HDMI Audio Level?

Chris Chapman

Active Member
HDMI is not my thing, and I'm dealing with figuring out a weird embedding issue:

Vadddio Video System is video output, with video going to BluRay Burner. Audio is coming into the burner off of a seperate mixer. Audio & Video are going into an embedder to get the Audio sync'ed with video. Output from burner is done via HDMI to confidence monitor. Volume on confidence monitor is set to 50%, and audio level is comfortable with a lot of headroom.

When discs are taken to ANY OTHER device, Audio is quiet and we have to go through an extra mix step to boost audio level.

Riddle me this Batman: Why is the Audio level so different? Is it because the Confidence Monitor is a cheap, $90 Walmart special?

The BluRay burner does NOT have an audio level meter to check level, so we are doing everything on the mix side.

Clues for the clueless?
 
I know that with my cheap Television at home, I almost never need the volume above 15 or 20% to hear comfortably, so the fact that you have to turn it up to 50% might indicate that the audio level is always low. I would turn your monitor down to 20% and then adjust the level at the mixer so that you can hear it comfortably with the monitor turned down.

Disclaimer : I'm totally guessing on this, but it sounds right to me.
 
Ah... the Digital Audio Levels fiasco...

The *proper* standard way to deal with digital audio is to place the analog 0VU point at either -20dBFS or -13dBFS on the digital scale when digitizing, *and output it at 0VU when going back to analog*.

A truly surprising number of both devices and processes get that latter one wrong, outputting full scale as 0VU, which leads to the "it's 20dB too quiet" problem you're having.

Somewhere in your workflow, something doesn't understand what the 0VU point should be for digital audio signals, and that's the device you'll have to fix. You usually can't, and *always* don't want to, fix it by screwing with the signal, cause then someone will invariably play it out on a piece of properly configured equipment, and it will blow something out, and you'll get blamed for it.

While that type of situation is often blaming the smart person for being smart, in this case, they'd be right; pre-loading the digital signal to make up for a broken piece of hardware is the wrong solution.

[ Edited to clarify I hadn't got it backwards ]
 
You said the volume on the confidence monitor is ok when set at 50%.

Is that *while you're burning*?

My recommendation is to feed a 0VU kilocycle tone into your burning rig, burn a disc with the setup you use, and then go *rip* the clip, and see what level the recorded digital audio is at.

Off hand, I'm betting against the embedder, but your setup isn't as clear as I'd like for diagnostic purposes. Can you walk through it again, and for each link, describe what sort of cable and signal are involved, and what the connectors at each end are labeled?

Your DVD burner takes analog signals?
 
Are the audio signals into the embedder some form of digital or are they analog?
 
Sorry guys, got bogged down in some shows and a build. I've boosted the signal coming from the mixer into the video rig, and that seems to be "better." The mixer for sound is a 4 channel Peavy nightmare, legacy board. Based on the signal strength it is getting, I think I may have to boost the mix from the M7 a touch to get a better level.

General signal path: Source - M7CL, analog send to Peavy mixer, analog into Embedder, digital into BLuRay Burner.
 
What's the make/model of the embedder?

Assuming the embedder doesn't have a volume trim control of any kind, your best bet is to increase the volume hitting the embedder (in your case, that likely means boosting the volume on your Peavy mixer as you mentioned).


EXERCISE AIM:
Copy exactly the lines of the material below that run from the one containing "Identify the location of p: 19" through the one containing "Locate an element". Copy no other lines.
=== Begin Enclosure ===
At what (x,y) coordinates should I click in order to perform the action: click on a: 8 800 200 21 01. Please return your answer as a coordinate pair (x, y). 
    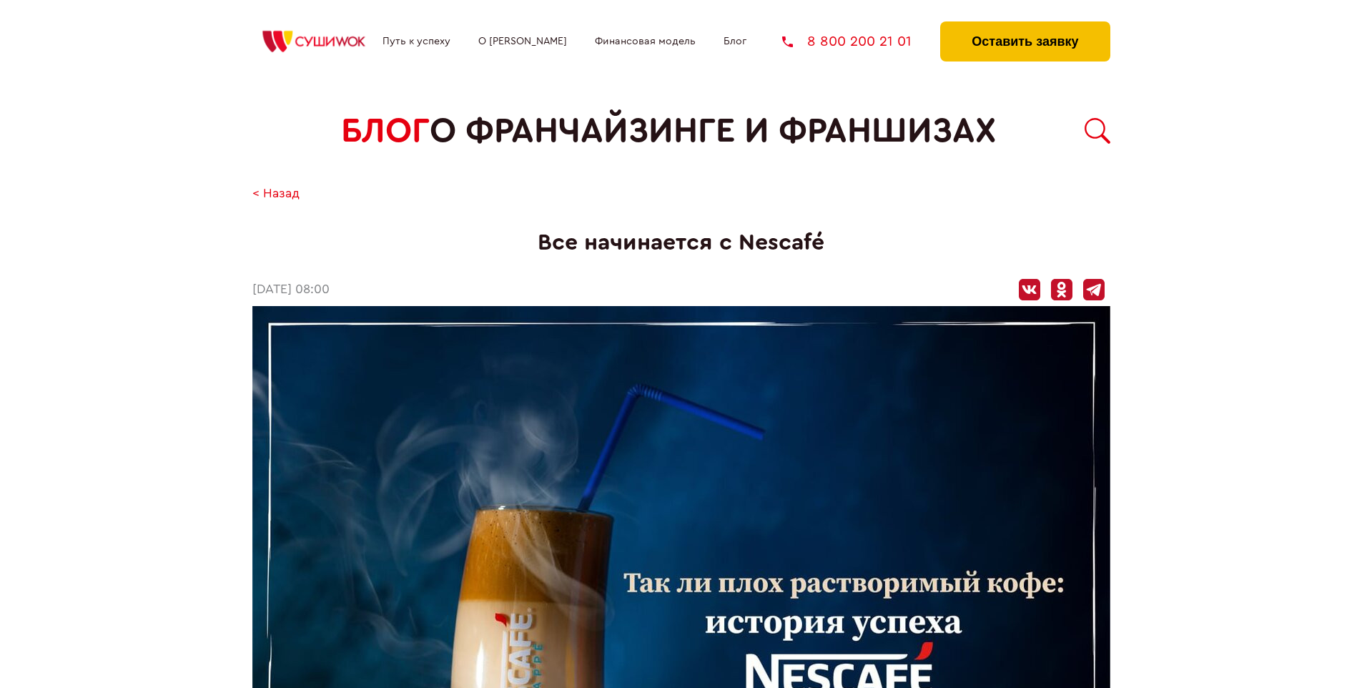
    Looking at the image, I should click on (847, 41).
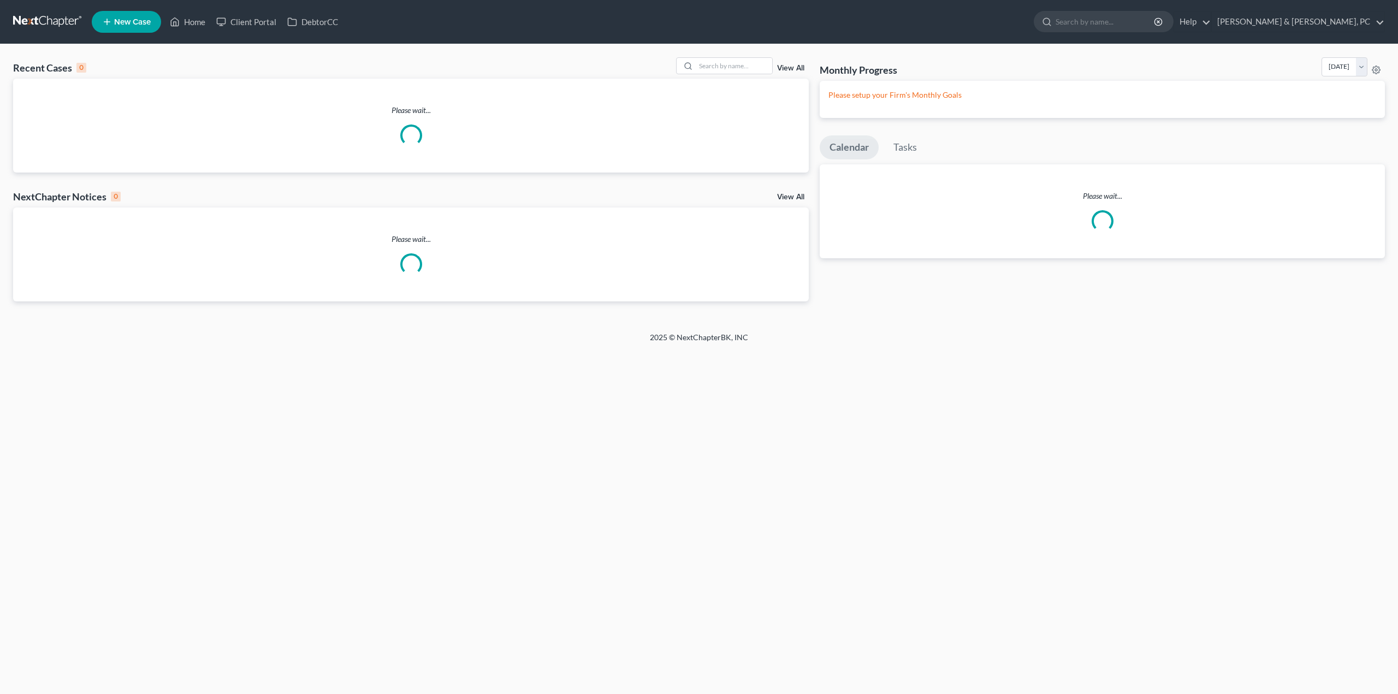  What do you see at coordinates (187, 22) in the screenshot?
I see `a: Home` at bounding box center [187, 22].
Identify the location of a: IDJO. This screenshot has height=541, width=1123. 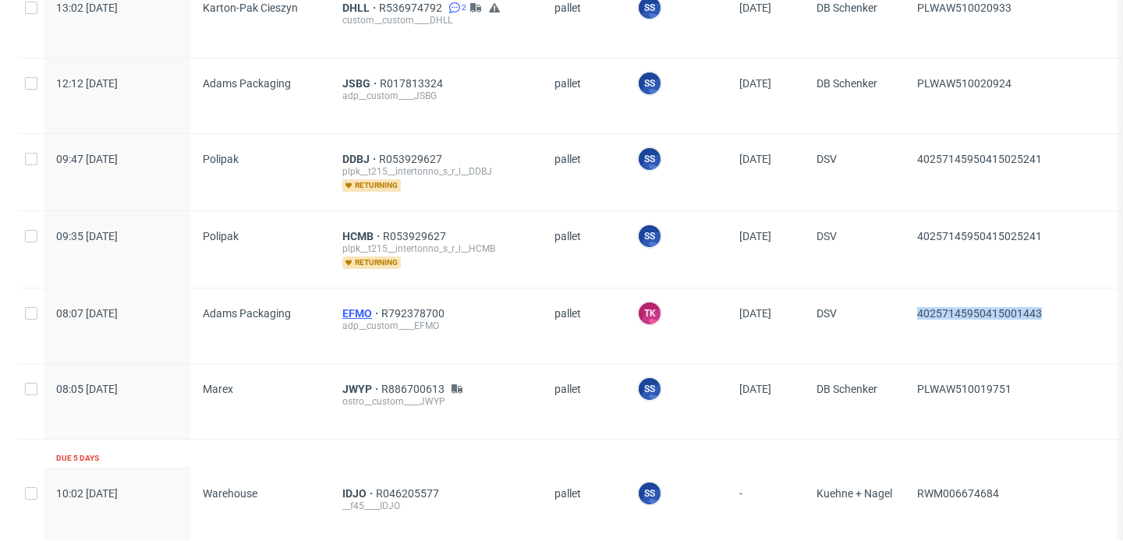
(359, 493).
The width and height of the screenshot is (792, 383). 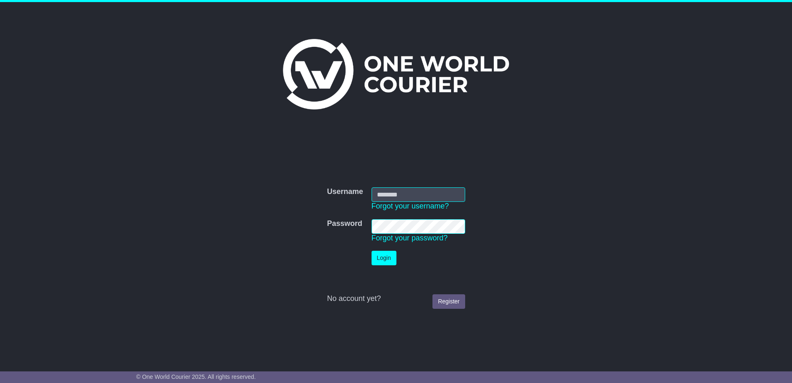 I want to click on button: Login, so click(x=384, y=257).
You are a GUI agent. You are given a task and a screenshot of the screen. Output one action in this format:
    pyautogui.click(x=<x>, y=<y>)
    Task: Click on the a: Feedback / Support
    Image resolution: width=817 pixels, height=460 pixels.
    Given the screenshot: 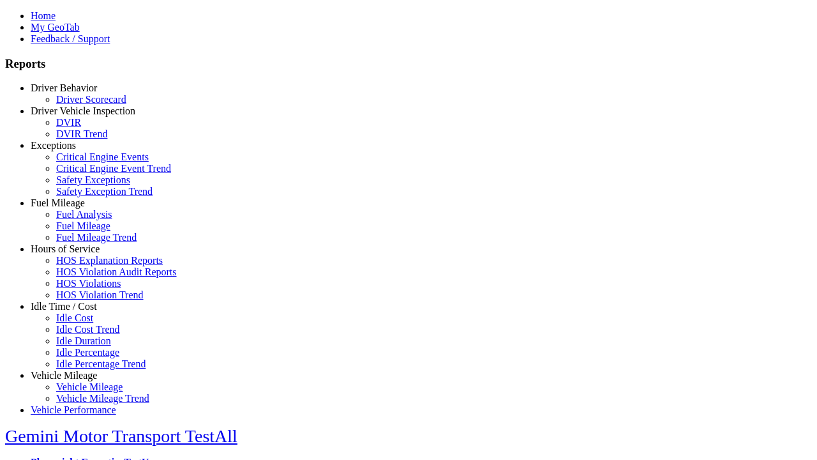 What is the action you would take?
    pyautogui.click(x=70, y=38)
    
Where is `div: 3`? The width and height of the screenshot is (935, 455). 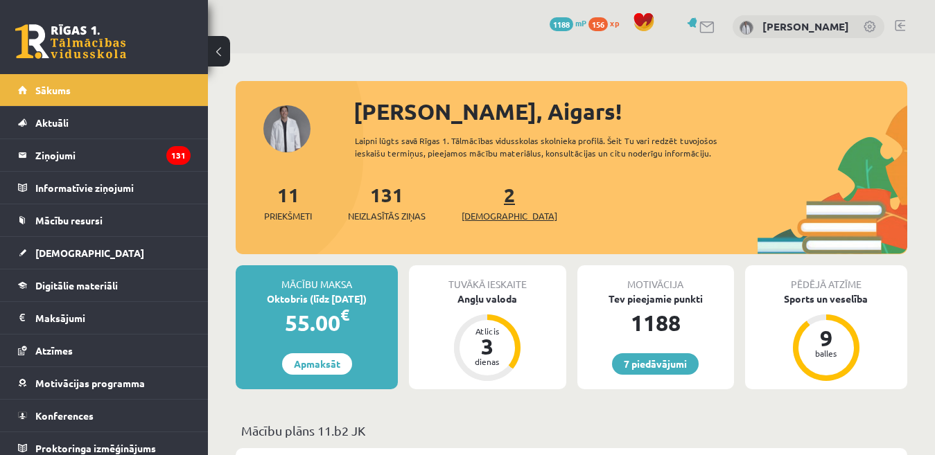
=== End Enclosure ===
=== Begin Enclosure ===
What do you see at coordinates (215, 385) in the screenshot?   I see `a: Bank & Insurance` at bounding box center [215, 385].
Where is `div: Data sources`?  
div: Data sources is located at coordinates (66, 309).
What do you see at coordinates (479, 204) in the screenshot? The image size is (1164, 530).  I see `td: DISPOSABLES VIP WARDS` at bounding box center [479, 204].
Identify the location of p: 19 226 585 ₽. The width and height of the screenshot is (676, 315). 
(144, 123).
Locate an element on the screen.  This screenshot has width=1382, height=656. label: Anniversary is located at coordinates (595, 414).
=== End Enclosure ===
SOLUTION BELOW:
Identify the location of p: 19 226 585 ₽. The width and height of the screenshot is (676, 315). 
(144, 123).
Locate an element on the screen.  This screenshot has width=1382, height=656. label: Anniversary is located at coordinates (595, 414).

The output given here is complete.